By Elisa Martinuzzi and Elizabeth Howcroft
PARIS, April 24 (Reuters) – The chief of Europe’s securities regulator said the risks from and potential speed of cyberattacks are growing, joining a chorus of warnings from financial supervisors on the threats posed by artificial intelligence models that are evolving quickly.
Geopolitical tensions have increased cybersecurity risks and the regulator has been contacting financial entities it supervises to assess their cybersecurity defences in light of recent developments in AI, Verena Ross, chair of the European Securities and Markets Authority, said in an interview in Paris.
“We are closely watching how bringing AI models into this could increase the potential speed with which such attacks could happen,” she said, declining to comment on individual providers.
The financial sector has been rattled this month by reports that a new AI model, Mythos, made by U.S. AI company Anthropic, can find and exploit previously undiscovered cybersecurity vulnerabilities in IT systems. Regulators too are grappling with the challenges of keeping pace with the changes, according to Ross.
“We collectively between the national and the EU level need to up our game to try to ensure that we have the capability to properly look at what financial entities are doing in this space and that we also build up our expertise so that we can oversee the critical third party providers,” Ross said.
ESMA, with two other European Union regulators, in November named 19 technology companies considered critical third-party providers to the bloc’s finance industry, as part of new regulation to improve tech resilience.
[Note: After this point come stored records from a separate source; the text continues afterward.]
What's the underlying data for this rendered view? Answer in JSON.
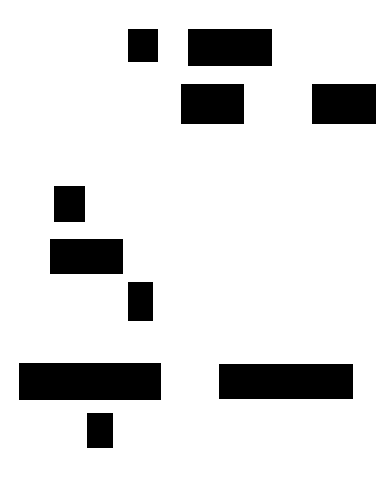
{
  "canvas": {
    "width": 392,
    "height": 481,
    "background_color": "#ffffff",
    "shape_color": "#000000",
    "title": "Abstract Black Rectangles Composition"
  },
  "shapes": [
    {
      "id": "rect-1",
      "name": "block-top-small-square",
      "x": 128,
      "y": 29,
      "width": 30,
      "height": 33,
      "color": "#000000"
    },
    {
      "id": "rect-2",
      "name": "block-top-wide-bar",
      "x": 188,
      "y": 29,
      "width": 84,
      "height": 37,
      "color": "#000000"
    },
    {
      "id": "rect-3",
      "name": "block-upper-center",
      "x": 181,
      "y": 84,
      "width": 63,
      "height": 40,
      "color": "#000000"
    },
    {
      "id": "rect-4",
      "name": "block-upper-right",
      "x": 312,
      "y": 84,
      "width": 64,
      "height": 40,
      "color": "#000000"
    },
    {
      "id": "rect-5",
      "name": "block-middle-left-tall",
      "x": 54,
      "y": 186,
      "width": 31,
      "height": 36,
      "color": "#000000"
    },
    {
      "id": "rect-6",
      "name": "block-middle-left-wide",
      "x": 50,
      "y": 239,
      "width": 73,
      "height": 35,
      "color": "#000000"
    },
    {
      "id": "rect-7",
      "name": "block-middle-center-narrow",
      "x": 128,
      "y": 282,
      "width": 25,
      "height": 39,
      "color": "#000000"
    },
    {
      "id": "rect-8",
      "name": "block-bottom-left-long-bar",
      "x": 19,
      "y": 363,
      "width": 142,
      "height": 37,
      "color": "#000000"
    },
    {
      "id": "rect-9",
      "name": "block-bottom-right-long-bar",
      "x": 219,
      "y": 364,
      "width": 134,
      "height": 35,
      "color": "#000000"
    },
    {
      "id": "rect-10",
      "name": "block-bottom-small-vertical",
      "x": 87,
      "y": 413,
      "width": 26,
      "height": 35,
      "color": "#000000"
    }
  ]
}
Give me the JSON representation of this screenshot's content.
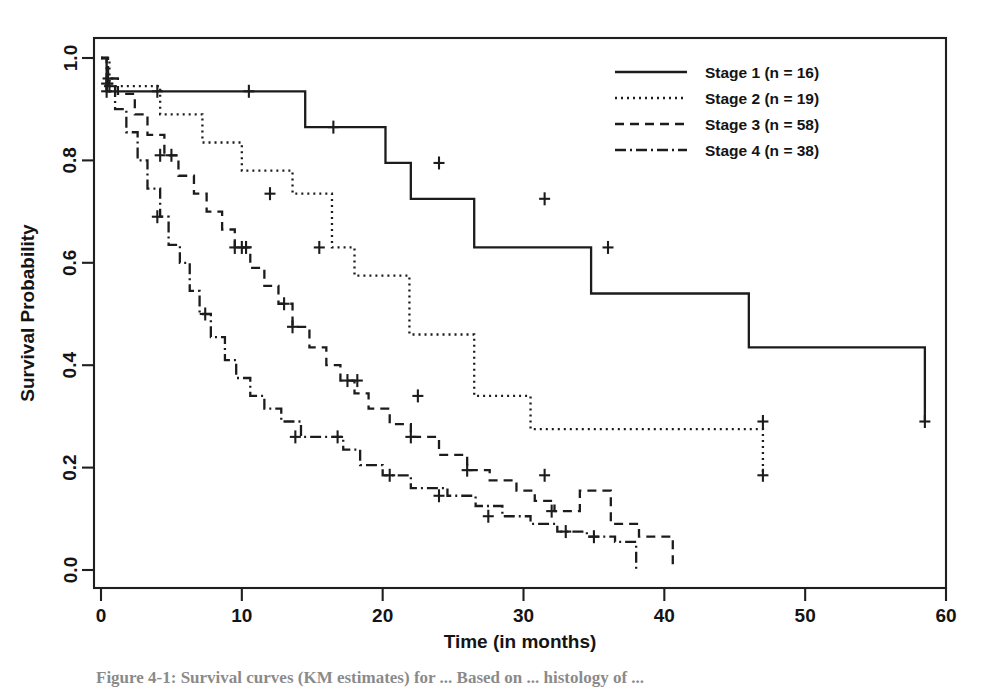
{
  "figure": {
    "caption": "Figure 4-1: Survival curves (KM estimates) for ... Based on ... histology of ...",
    "background_color": "#ffffff",
    "ink_color": "#1c1c1c"
  },
  "chart_data": {
    "type": "line",
    "subtype": "kaplan-meier-step",
    "title": "",
    "xlabel": "Time (in months)",
    "ylabel": "Survival Probability",
    "xlim": [
      0,
      60
    ],
    "ylim": [
      0,
      1.0
    ],
    "xticks": [
      0,
      10,
      20,
      30,
      40,
      50,
      60
    ],
    "xtick_labels": [
      "0",
      "10",
      "20",
      "30",
      "40",
      "50",
      "60"
    ],
    "yticks": [
      0.0,
      0.2,
      0.4,
      0.6,
      0.8,
      1.0
    ],
    "ytick_labels": [
      "0.0",
      "0.2",
      "0.4",
      "0.6",
      "0.8",
      "1.0"
    ],
    "grid": false,
    "legend_position": "top-right",
    "series": [
      {
        "name": "Stage 1 (n = 16)",
        "legend_label": "Stage 1 (n = 16)",
        "n": 16,
        "stage": 1,
        "line_style": "solid",
        "dash_pattern": "none",
        "x": [
          0,
          0.4,
          7.5,
          14.5,
          20.2,
          22.0,
          26.5,
          34.8,
          46.0,
          58.5
        ],
        "y": [
          1.0,
          0.935,
          0.935,
          0.865,
          0.795,
          0.725,
          0.63,
          0.54,
          0.435,
          0.29
        ],
        "censor_times": [
          0.4,
          4.0,
          10.5,
          16.5,
          24.0,
          31.5,
          36.0,
          47.0,
          58.5
        ],
        "censor_probs": [
          0.935,
          0.935,
          0.935,
          0.865,
          0.795,
          0.725,
          0.63,
          0.29,
          0.29
        ]
      },
      {
        "name": "Stage 2 (n = 19)",
        "legend_label": "Stage 2 (n = 19)",
        "n": 19,
        "stage": 2,
        "line_style": "dotted",
        "dash_pattern": "2 4",
        "x": [
          0,
          0.6,
          4.2,
          7.2,
          10.0,
          13.6,
          16.4,
          18.0,
          21.9,
          26.5,
          30.5,
          47.0
        ],
        "y": [
          1.0,
          0.945,
          0.89,
          0.835,
          0.78,
          0.735,
          0.63,
          0.575,
          0.46,
          0.34,
          0.275,
          0.185
        ],
        "censor_times": [
          0.6,
          12.0,
          15.5,
          22.5,
          31.5,
          47.0
        ],
        "censor_probs": [
          0.945,
          0.735,
          0.63,
          0.34,
          0.185,
          0.185
        ]
      },
      {
        "name": "Stage 3 (n = 58)",
        "legend_label": "Stage 3 (n = 58)",
        "n": 58,
        "stage": 3,
        "line_style": "dashed",
        "dash_pattern": "9 6",
        "x": [
          0,
          0.5,
          1.2,
          2.4,
          3.3,
          4.5,
          5.5,
          6.6,
          7.5,
          8.6,
          9.5,
          10.6,
          11.6,
          12.6,
          13.6,
          14.8,
          16.0,
          17.0,
          18.0,
          19.0,
          20.5,
          22.0,
          24.0,
          26.0,
          27.6,
          29.5,
          30.8,
          32.2,
          34.0,
          36.2,
          38.2,
          40.6
        ],
        "y": [
          1.0,
          0.96,
          0.93,
          0.89,
          0.85,
          0.81,
          0.77,
          0.735,
          0.7,
          0.665,
          0.63,
          0.59,
          0.555,
          0.52,
          0.475,
          0.435,
          0.4,
          0.37,
          0.345,
          0.315,
          0.285,
          0.26,
          0.225,
          0.195,
          0.175,
          0.155,
          0.135,
          0.115,
          0.155,
          0.09,
          0.065,
          0.01
        ],
        "censor_times": [
          0.5,
          4.2,
          5.0,
          9.5,
          10.0,
          10.3,
          13.0,
          13.6,
          17.5,
          18.2,
          22.0,
          26.0,
          32.0
        ],
        "censor_probs": [
          0.96,
          0.81,
          0.81,
          0.63,
          0.63,
          0.63,
          0.52,
          0.475,
          0.37,
          0.37,
          0.26,
          0.195,
          0.115
        ]
      },
      {
        "name": "Stage 4 (n = 38)",
        "legend_label": "Stage 4 (n = 38)",
        "n": 38,
        "stage": 4,
        "line_style": "dash-dot",
        "dash_pattern": "11 4 2 4",
        "x": [
          0,
          0.4,
          1.0,
          1.8,
          2.6,
          3.3,
          4.2,
          4.8,
          5.6,
          6.3,
          7.0,
          7.8,
          8.8,
          9.6,
          10.6,
          11.6,
          12.8,
          14.2,
          15.6,
          17.2,
          18.4,
          20.0,
          22.0,
          24.6,
          26.6,
          28.5,
          30.5,
          32.4,
          34.5,
          36.5,
          38.0
        ],
        "y": [
          1.0,
          0.95,
          0.9,
          0.855,
          0.8,
          0.745,
          0.69,
          0.635,
          0.6,
          0.545,
          0.5,
          0.455,
          0.41,
          0.375,
          0.34,
          0.315,
          0.29,
          0.26,
          0.26,
          0.235,
          0.205,
          0.185,
          0.16,
          0.145,
          0.125,
          0.105,
          0.09,
          0.075,
          0.065,
          0.055,
          0.0
        ],
        "censor_times": [
          0.4,
          4.0,
          7.4,
          13.8,
          16.8,
          20.5,
          24.0,
          27.5,
          33.0,
          35.0
        ],
        "censor_probs": [
          0.95,
          0.69,
          0.5,
          0.26,
          0.26,
          0.185,
          0.145,
          0.105,
          0.075,
          0.065
        ]
      }
    ]
  },
  "legend": {
    "entries": [
      {
        "label": "Stage 1 (n = 16)"
      },
      {
        "label": "Stage 2 (n = 19)"
      },
      {
        "label": "Stage 3 (n = 58)"
      },
      {
        "label": "Stage 4 (n = 38)"
      }
    ]
  }
}
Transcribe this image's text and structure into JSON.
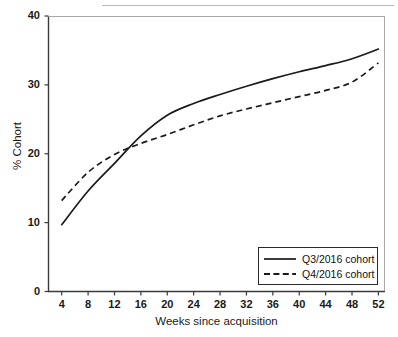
{
  "chart_data": {
    "type": "line",
    "title": "",
    "xlabel": "Weeks since acquisition",
    "ylabel": "% Cohort",
    "xlim": [
      2,
      53
    ],
    "ylim": [
      0,
      40
    ],
    "grid": false,
    "legend_position": "bottom-right",
    "xticks": [
      4,
      8,
      12,
      16,
      20,
      24,
      28,
      32,
      36,
      40,
      44,
      48,
      52
    ],
    "yticks": [
      0,
      10,
      20,
      30,
      40
    ],
    "x": [
      4,
      8,
      12,
      16,
      20,
      24,
      28,
      32,
      36,
      40,
      44,
      48,
      52
    ],
    "series": [
      {
        "name": "Q3/2016 cohort",
        "style": "solid",
        "color": "#1a1a1a",
        "values": [
          9.7,
          14.6,
          18.6,
          22.6,
          25.6,
          27.3,
          28.6,
          29.8,
          30.9,
          31.9,
          32.8,
          33.8,
          35.2
        ]
      },
      {
        "name": "Q4/2016 cohort",
        "style": "dashed",
        "color": "#1a1a1a",
        "values": [
          13.2,
          17.3,
          19.9,
          21.5,
          22.8,
          24.2,
          25.5,
          26.5,
          27.4,
          28.3,
          29.2,
          30.4,
          33.2
        ]
      }
    ]
  },
  "axes": {
    "y_tick_labels": [
      "0",
      "10",
      "20",
      "30",
      "40"
    ],
    "x_tick_labels": [
      "4",
      "8",
      "12",
      "16",
      "20",
      "24",
      "28",
      "32",
      "36",
      "40",
      "44",
      "48",
      "52"
    ],
    "x_title": "Weeks since  acquisition",
    "y_title": "% Cohort"
  },
  "legend": {
    "entries": [
      {
        "label": "Q3/2016 cohort",
        "style": "solid"
      },
      {
        "label": "Q4/2016 cohort",
        "style": "dashed"
      }
    ]
  }
}
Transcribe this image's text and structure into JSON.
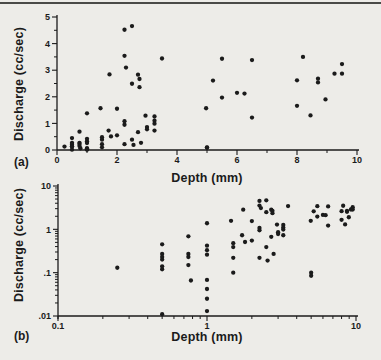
{
  "page": {
    "background": "#edece8",
    "ink": "#1b1b1b",
    "top_rule_color": "#4a4a47"
  },
  "measurements": [
    [
      0.25,
      0.13
    ],
    [
      0.5,
      0.45
    ],
    [
      0.5,
      0.27
    ],
    [
      0.5,
      0.23
    ],
    [
      0.5,
      0.2
    ],
    [
      0.5,
      0.14
    ],
    [
      0.5,
      0.12
    ],
    [
      0.5,
      0.011
    ],
    [
      0.75,
      0.69
    ],
    [
      0.75,
      0.27
    ],
    [
      0.75,
      0.23
    ],
    [
      0.75,
      0.15
    ],
    [
      0.78,
      0.066
    ],
    [
      1,
      1.38
    ],
    [
      1,
      0.42
    ],
    [
      1,
      0.33
    ],
    [
      1,
      0.26
    ],
    [
      1,
      0.068
    ],
    [
      1,
      0.042
    ],
    [
      1,
      0.025
    ],
    [
      1,
      0.013
    ],
    [
      1.45,
      1.57
    ],
    [
      1.5,
      0.48
    ],
    [
      1.5,
      0.39
    ],
    [
      1.5,
      0.22
    ],
    [
      1.5,
      0.1
    ],
    [
      1.75,
      2.84
    ],
    [
      1.72,
      0.73
    ],
    [
      1.8,
      0.51
    ],
    [
      2,
      1.55
    ],
    [
      2,
      0.55
    ],
    [
      2.25,
      4.52
    ],
    [
      2.25,
      3.54
    ],
    [
      2.3,
      3.1
    ],
    [
      2.25,
      1.08
    ],
    [
      2.25,
      0.95
    ],
    [
      2.25,
      0.22
    ],
    [
      2.5,
      4.66
    ],
    [
      2.5,
      2.49
    ],
    [
      2.5,
      0.39
    ],
    [
      2.55,
      0.19
    ],
    [
      2.7,
      2.83
    ],
    [
      2.75,
      2.67
    ],
    [
      2.75,
      2.36
    ],
    [
      2.7,
      0.67
    ],
    [
      2.8,
      0.27
    ],
    [
      2.95,
      1.29
    ],
    [
      3,
      0.86
    ],
    [
      3,
      0.78
    ],
    [
      3.25,
      1.26
    ],
    [
      3.25,
      1.1
    ],
    [
      3.25,
      0.99
    ],
    [
      3.25,
      0.73
    ],
    [
      3.5,
      3.44
    ],
    [
      4.97,
      1.57
    ],
    [
      5,
      0.1
    ],
    [
      5,
      0.085
    ],
    [
      5.2,
      2.61
    ],
    [
      5.5,
      3.43
    ],
    [
      5.5,
      1.97
    ],
    [
      6,
      2.15
    ],
    [
      6.25,
      2.12
    ],
    [
      6.5,
      3.38
    ],
    [
      6.5,
      1.22
    ],
    [
      8,
      2.62
    ],
    [
      8,
      1.66
    ],
    [
      8.2,
      3.5
    ],
    [
      8.45,
      1.3
    ],
    [
      8.7,
      2.68
    ],
    [
      8.7,
      2.54
    ],
    [
      8.95,
      1.9
    ],
    [
      9.25,
      2.87
    ],
    [
      9.5,
      3.23
    ],
    [
      9.5,
      2.87
    ]
  ],
  "chart_data": [
    {
      "id": "a",
      "type": "scatter",
      "panel_label": "(a)",
      "xlabel": "Depth (mm)",
      "ylabel": "Discharge (cc/sec)",
      "xscale": "linear",
      "yscale": "linear",
      "xlim": [
        0,
        10
      ],
      "ylim": [
        0,
        5
      ],
      "xticks": {
        "major": [
          0,
          2,
          4,
          6,
          8,
          10
        ],
        "labels": [
          "0",
          "2",
          "4",
          "6",
          "8",
          "10"
        ],
        "minor": [
          1,
          3,
          5,
          7,
          9
        ]
      },
      "yticks": {
        "major": [
          0,
          1,
          2,
          3,
          4,
          5
        ],
        "labels": [
          "0",
          "1",
          "2",
          "3",
          "4",
          "5"
        ],
        "minor": [
          0.5,
          1.5,
          2.5,
          3.5,
          4.5
        ]
      },
      "grid": false,
      "legend": "none",
      "marker": "filled-circle",
      "marker_color": "#1b1b1b",
      "points_source": "measurements"
    },
    {
      "id": "b",
      "type": "scatter",
      "panel_label": "(b)",
      "xlabel": "Depth (mm)",
      "ylabel": "Discharge (cc/sec)",
      "xscale": "log",
      "yscale": "log",
      "xlim": [
        0.1,
        10
      ],
      "ylim": [
        0.01,
        10
      ],
      "xticks": {
        "major": [
          0.1,
          1,
          10
        ],
        "labels": [
          "0.1",
          "1",
          "10"
        ],
        "minor": [
          0.2,
          0.3,
          0.4,
          0.5,
          0.6,
          0.7,
          0.8,
          0.9,
          2,
          3,
          4,
          5,
          6,
          7,
          8,
          9
        ]
      },
      "yticks": {
        "major": [
          10,
          1,
          0.1,
          0.01
        ],
        "labels": [
          "10",
          "1",
          ".1",
          ".01"
        ],
        "minor": [
          0.02,
          0.03,
          0.04,
          0.05,
          0.06,
          0.07,
          0.08,
          0.09,
          0.2,
          0.3,
          0.4,
          0.5,
          0.6,
          0.7,
          0.8,
          0.9,
          2,
          3,
          4,
          5,
          6,
          7,
          8,
          9
        ]
      },
      "grid": false,
      "legend": "none",
      "marker": "filled-circle",
      "marker_color": "#1b1b1b",
      "points_source": "measurements"
    }
  ]
}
Ross declined to comment on whether AI providers could be added to the group of critical providers at a later date.
RICH VALUATIONS, SUSPECT TRADES
Cyber risk is one underlying vulnerability that could coincide with a reassessment of valuations of financial assets, Ross said.
Big price swings, including a spike in the oil price following the outbreak of the U.S. and Israeli war on Iran, have rattled investors. Stock markets in the U.S. and elsewhere are near all-time highs, boosted by large tech companies.
“We are still looking very carefully at how the markets are reacting in terms of the overall valuations, which are still very, very high, so there’s a question of what type of events might turn that general positive feeling in the market around and might lead to quite some selloff,” said Ross.
The 58-year-old executive, who will be standing down from her post on October 31, said big swings in markets typically draw supervisory scrutiny for possible insider trading. The U.S. Commodity Futures Trading Commission is examining a series of trades in oil derivatives, media including Reuters have reported.
“Whenever you see very volatile markets that are driven by news and things like that, it’s an area that you automatically spend some attention and look at carefully. That’s quite natural,” she said, declining to be drawn on any specific regulatory activity.
POLICING CRYPTO
National regulators in EU countries are responsible for overseeing crypto companies, and have given firms until the end of June to secure a licence or stop offering their services.
France’s regulator said in January that nearly a third of unlicenced crypto companies had not told the regulator whether they planned to get a licence.
“One of the challenges we will face from the first of July onwards is how do we then deal with the policing of the perimeter,” Ross said.
The European Commission has proposed that ESMA gain more powers to supervise important cross-border financial market players, including major trading venues and crypto companies, as part of a wider package to centralise supervision and reduce fragmentation in the EU’s financial markets.
The plans are supported by the EU’s six biggest economies but are opposed by some countries.
“My impression is that there is indeed a political ambition now to try to move forward quickly,” Ross said.